I’ve been reading Poor Economics, which I highly recommend.
One of the authors’ central questions was “do ‘poverty traps’ exist? When and where?” A poverty trap works as follows:
Generally in microeconomics you expect to see diminishing returns to things. So for instance, the more income you have, the harder it is to find productive things to do with it.
That would suggest that the poor should find it much easier to productively invest their income than the rich (where “invest” is used in the loosest sense, e.g. it includes buying more food so that you have more energy and can do more work tomorrow).
But this is somewhat at odds with the observation that many of the poor tend to stay poor.
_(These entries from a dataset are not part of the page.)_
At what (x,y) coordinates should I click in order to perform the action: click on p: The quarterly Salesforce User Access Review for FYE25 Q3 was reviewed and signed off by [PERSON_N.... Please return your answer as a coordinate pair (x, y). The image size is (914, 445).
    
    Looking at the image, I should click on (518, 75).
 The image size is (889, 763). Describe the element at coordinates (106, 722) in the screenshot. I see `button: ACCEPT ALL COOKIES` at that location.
So there might be some kind of regime where actually there are increasing returns to investment; that is, for whatever reason the poorest of the poor don’t have access to these good investment opportunities.
In general, they seem to find that these investment opportunities exist in principle, but people don’t take them for a combination of a few reasons:
Poor information (not knowing e.g. how much school will improve kids’ incomes later)
Low trust/enforcement (e.g. not much trust in insurance companies to actually pay out; hard to enforce debts if borrowers decide to stop paying)
Behavioral economics (e.g. not being able to precommit not to spend savings in emergencies, hence not being able to save up for fertilizer for fields)
When put like this it’s not exactly surprising that people fail to make productive investments; it’s a problem in developed countries too! (Well, the “low trust” thing not as much, I suppose.)